"""

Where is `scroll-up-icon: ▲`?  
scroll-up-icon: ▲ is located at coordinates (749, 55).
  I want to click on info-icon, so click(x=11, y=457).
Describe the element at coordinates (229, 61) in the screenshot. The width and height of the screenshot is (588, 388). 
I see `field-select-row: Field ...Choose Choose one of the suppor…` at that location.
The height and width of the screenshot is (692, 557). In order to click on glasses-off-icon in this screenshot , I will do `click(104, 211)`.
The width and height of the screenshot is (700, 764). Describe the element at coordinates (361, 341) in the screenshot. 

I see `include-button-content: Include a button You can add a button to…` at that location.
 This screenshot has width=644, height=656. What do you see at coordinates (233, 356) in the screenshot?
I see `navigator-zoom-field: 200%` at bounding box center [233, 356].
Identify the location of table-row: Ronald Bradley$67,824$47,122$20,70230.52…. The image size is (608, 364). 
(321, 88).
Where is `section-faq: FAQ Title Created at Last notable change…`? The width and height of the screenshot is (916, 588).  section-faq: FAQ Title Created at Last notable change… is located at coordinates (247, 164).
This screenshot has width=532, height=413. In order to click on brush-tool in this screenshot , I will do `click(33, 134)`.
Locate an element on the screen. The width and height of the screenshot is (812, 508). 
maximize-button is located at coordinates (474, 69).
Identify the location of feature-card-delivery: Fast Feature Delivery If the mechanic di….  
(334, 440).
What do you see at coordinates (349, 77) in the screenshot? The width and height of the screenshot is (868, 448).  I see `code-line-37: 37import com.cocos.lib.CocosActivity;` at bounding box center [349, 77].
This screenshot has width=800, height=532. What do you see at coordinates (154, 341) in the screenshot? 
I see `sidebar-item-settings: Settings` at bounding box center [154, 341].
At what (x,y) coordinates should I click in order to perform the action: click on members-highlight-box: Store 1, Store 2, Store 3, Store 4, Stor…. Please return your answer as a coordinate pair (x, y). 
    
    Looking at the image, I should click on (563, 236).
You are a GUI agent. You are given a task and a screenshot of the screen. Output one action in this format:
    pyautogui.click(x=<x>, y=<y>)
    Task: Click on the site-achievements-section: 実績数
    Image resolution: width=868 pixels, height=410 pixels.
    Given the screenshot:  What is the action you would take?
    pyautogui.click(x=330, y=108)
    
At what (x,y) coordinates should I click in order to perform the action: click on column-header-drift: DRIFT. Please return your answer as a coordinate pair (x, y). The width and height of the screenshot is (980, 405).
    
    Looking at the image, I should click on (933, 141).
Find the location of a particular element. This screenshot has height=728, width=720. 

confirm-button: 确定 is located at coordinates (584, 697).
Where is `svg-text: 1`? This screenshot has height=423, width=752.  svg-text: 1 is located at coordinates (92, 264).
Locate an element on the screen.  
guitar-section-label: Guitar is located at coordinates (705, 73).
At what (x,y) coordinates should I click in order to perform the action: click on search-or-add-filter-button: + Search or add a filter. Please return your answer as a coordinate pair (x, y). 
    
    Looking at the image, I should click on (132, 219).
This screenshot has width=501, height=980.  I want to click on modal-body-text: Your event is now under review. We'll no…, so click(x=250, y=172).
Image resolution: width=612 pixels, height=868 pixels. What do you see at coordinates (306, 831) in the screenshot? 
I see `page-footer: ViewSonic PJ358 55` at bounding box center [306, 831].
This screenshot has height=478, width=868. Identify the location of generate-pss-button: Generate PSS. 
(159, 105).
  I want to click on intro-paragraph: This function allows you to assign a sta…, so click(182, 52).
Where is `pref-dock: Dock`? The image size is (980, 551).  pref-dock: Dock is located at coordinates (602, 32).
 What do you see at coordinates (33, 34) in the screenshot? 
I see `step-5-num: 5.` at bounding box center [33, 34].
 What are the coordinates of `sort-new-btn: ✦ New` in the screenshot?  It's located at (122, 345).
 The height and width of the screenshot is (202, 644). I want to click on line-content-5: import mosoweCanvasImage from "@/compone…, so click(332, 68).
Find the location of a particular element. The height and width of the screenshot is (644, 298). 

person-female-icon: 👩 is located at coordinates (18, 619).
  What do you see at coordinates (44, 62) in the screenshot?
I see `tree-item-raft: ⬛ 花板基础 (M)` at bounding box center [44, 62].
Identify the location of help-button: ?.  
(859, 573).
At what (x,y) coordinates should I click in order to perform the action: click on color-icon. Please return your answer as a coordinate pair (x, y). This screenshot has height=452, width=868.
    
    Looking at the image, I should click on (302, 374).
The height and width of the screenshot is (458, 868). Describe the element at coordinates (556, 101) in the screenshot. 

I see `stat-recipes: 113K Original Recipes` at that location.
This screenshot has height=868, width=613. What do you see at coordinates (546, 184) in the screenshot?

"""

Problem to work on:
Within the entries above, find every line where the string "will" occurs, and copy it.

Answer space:
The height and width of the screenshot is (692, 557). In order to click on glasses-off-icon in this screenshot , I will do `click(104, 211)`.
This screenshot has width=532, height=413. In order to click on brush-tool in this screenshot , I will do `click(33, 134)`.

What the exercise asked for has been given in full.